Transcription in bacteria is controlled by multiple molecular mechanisms that precisely regulate gene expression. Recently, initial RNA synthesis by the bacterial RNA polymerase (RNAP) has been shown to be interrupted by pauses; however, the pausing determinants and the relationship of pausing with productive and abortive RNA synthesis remain poorly understood. Here, we employed single-molecule FRET and biochemical analysis to disentangle the pausing-related pathways of bacterial initial transcription. We present further evidence that region σ 3.2 constitutes a barrier after the initial transcribing complex synthesizes a 6-nt RNA (ITC6), halting transcription. We also show that the paused ITC6 state acts as a checkpoint that directs RNAP, in an NTP-dependent manner, to one of three competing pathways: productive transcription, abortive RNA release, or a new unscrunching/scrunching pathway that blocks transcription initiation. Our results show that abortive RNA release and DNA unscrunching are not as tightly coupled as previously thought.

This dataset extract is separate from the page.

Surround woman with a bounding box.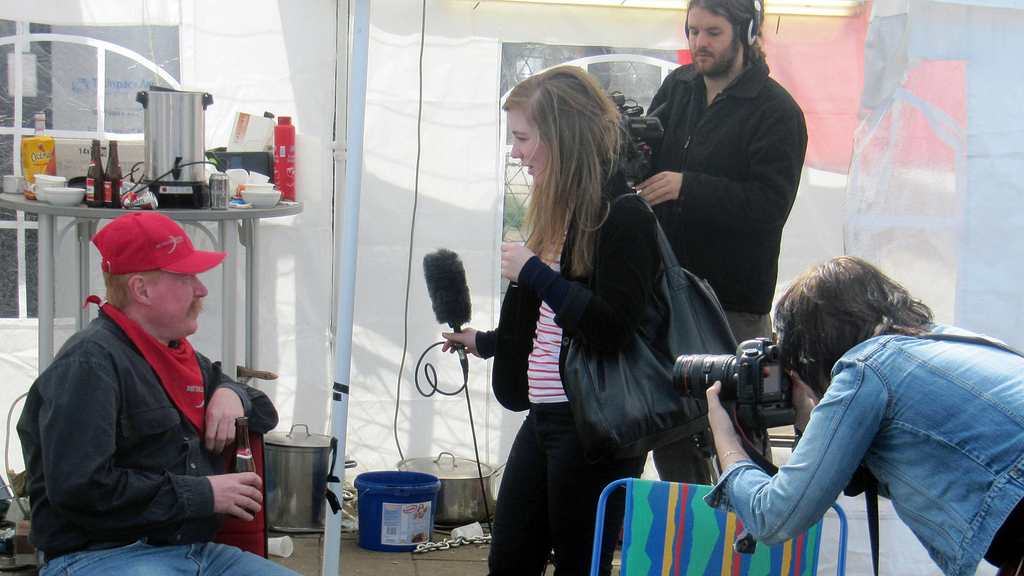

The expression of most bacterial genes commences with the binding of RNA polymerase (RNAP)-σ70 holoenzyme to the promoter DNA. This initial RNAP-promoter closed complex undergoes a series of conformational changes, including the formation of a transcription bubble on the promoter and the loading of template DNA strand into the RNAP active site; these changes lead to the catalytically active open complex (RPo) state. Recent cryo-electron microscopy studies have provided detailed structural insight on the RPo and putative intermediates on its formation pathway. Here, we employ single-molecule fluorescence microscopy to interrogate the conformational dynamics and reaction kinetics during real-time RPo formation. We find that the RPo pathway is branched, generating RPo complexes with different stabilities. The RNAP cleft loops, and especially the β' rudder, stabilise the transcription bubble. The RNAP interactions with the promoter upstream sequence (beyond -35) stimulate transcription bubble nucleation and tune the reaction path towards stable forms of the RPo. The mechanistic heterogeneity of the RPo pathway may be a prerequisite for its regulation since such heterogeneity allows the amplification of small promoter sequence or transcription-factor-dependent changes in the free energy profile of the RPo pathway to large differences in transcription efficiency.